The three open-sourced components are:

  • corecrypto: the fundamental building block of other cryptographic libraries. It provides low level cryptographic primitives that, according to Apple, “should not be used by iOS or OS X apps” directly. corecrypto has been made available to allow developers or other interested parties to verify it implementation and security characteristics. As it will be discussed later, corecrypto is subject to more restrictive licensing terms than the other two libraries.
  • Common Crypto: a library that provides support for common cruyptographic operations such as symmetric encryption, hash-based message authentication, and digests. This library provides iOS and OS X Cryptograhic Services.
  • Security Framework, a framework that provides APIs to manage certificates, key pairs, and trust policies.

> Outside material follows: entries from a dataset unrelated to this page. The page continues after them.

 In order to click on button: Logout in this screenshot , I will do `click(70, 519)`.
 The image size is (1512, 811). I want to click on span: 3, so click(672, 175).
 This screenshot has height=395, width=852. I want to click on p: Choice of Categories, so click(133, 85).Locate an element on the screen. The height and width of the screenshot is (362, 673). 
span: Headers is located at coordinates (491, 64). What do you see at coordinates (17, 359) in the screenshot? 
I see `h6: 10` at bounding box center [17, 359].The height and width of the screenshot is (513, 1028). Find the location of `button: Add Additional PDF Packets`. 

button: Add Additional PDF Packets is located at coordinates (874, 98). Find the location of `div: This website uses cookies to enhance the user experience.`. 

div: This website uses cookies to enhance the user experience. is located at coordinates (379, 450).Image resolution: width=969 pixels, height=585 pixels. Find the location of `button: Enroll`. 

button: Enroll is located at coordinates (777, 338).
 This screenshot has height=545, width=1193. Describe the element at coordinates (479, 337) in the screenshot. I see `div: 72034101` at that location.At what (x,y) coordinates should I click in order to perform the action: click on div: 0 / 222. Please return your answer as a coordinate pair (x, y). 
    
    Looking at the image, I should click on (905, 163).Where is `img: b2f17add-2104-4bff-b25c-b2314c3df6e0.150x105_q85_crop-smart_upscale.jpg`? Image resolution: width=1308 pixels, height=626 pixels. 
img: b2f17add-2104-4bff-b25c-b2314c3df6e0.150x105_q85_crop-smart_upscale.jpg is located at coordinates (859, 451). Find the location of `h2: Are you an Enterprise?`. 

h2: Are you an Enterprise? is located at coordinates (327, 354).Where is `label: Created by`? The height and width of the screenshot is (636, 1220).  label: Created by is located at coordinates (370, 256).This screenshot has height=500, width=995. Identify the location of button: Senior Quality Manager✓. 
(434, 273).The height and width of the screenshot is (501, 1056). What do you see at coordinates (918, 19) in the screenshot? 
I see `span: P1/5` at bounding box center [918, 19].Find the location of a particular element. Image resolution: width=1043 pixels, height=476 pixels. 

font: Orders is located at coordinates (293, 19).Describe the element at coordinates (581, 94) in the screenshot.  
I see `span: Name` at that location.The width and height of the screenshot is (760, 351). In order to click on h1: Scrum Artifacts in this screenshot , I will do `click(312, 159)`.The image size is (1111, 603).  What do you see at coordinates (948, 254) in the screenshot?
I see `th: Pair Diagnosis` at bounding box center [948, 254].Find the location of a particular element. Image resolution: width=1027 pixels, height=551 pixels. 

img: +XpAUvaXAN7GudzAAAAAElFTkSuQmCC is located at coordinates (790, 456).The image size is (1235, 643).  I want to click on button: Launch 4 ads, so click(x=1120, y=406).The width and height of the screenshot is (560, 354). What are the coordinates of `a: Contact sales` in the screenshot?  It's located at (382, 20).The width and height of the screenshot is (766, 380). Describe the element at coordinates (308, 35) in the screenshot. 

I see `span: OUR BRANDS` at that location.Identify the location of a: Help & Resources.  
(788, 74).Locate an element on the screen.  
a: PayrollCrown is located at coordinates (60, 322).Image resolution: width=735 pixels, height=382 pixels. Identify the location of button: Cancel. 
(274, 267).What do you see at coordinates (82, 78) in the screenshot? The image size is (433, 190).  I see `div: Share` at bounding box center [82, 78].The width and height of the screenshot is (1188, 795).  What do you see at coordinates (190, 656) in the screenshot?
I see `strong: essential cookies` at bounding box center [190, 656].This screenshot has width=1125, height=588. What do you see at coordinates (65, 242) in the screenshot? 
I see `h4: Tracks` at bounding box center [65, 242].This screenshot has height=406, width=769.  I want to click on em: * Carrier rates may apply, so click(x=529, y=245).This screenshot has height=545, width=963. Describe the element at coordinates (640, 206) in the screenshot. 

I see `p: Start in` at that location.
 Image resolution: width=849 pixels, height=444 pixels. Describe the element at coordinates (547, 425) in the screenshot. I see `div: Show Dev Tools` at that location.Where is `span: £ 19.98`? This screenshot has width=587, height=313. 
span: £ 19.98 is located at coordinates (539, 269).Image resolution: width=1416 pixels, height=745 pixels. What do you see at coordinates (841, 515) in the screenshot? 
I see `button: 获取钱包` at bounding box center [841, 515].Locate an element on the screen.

This framework includes important OS X and iOS services such as Keychain and transport level network security.

An important details in Apple’s announcement is that the lowest-level component, corecrypto is not being actually open-sourced at all, as many remarked publicly. It would seem more correct to think of this in terms of “source disclosure”, since Apple subject downloading corecrypto to an “internal use license agreement” that only grants the right to download and inspect the source code for a period of 90 days from the download while explicitly forbidding redistribution. According to a reddit commenter, the 90 days limit could help grant revocability: in case Apple ever decide to stop offering the download option for `corecrypto`, it would ensue that at most 90 days after their source would go globally unlicensed.

Another reason of concern that has been vented is the impossibility of actually knowing whether the cryptographic libraries and frameworks that are included in actually shipping versions of iOS and OS X have been effectively built from the source code that Apple provides.

Still, Apple hope that the availability of their cryptographic libraries will allow third-party developers to build more advanced security features in their apps.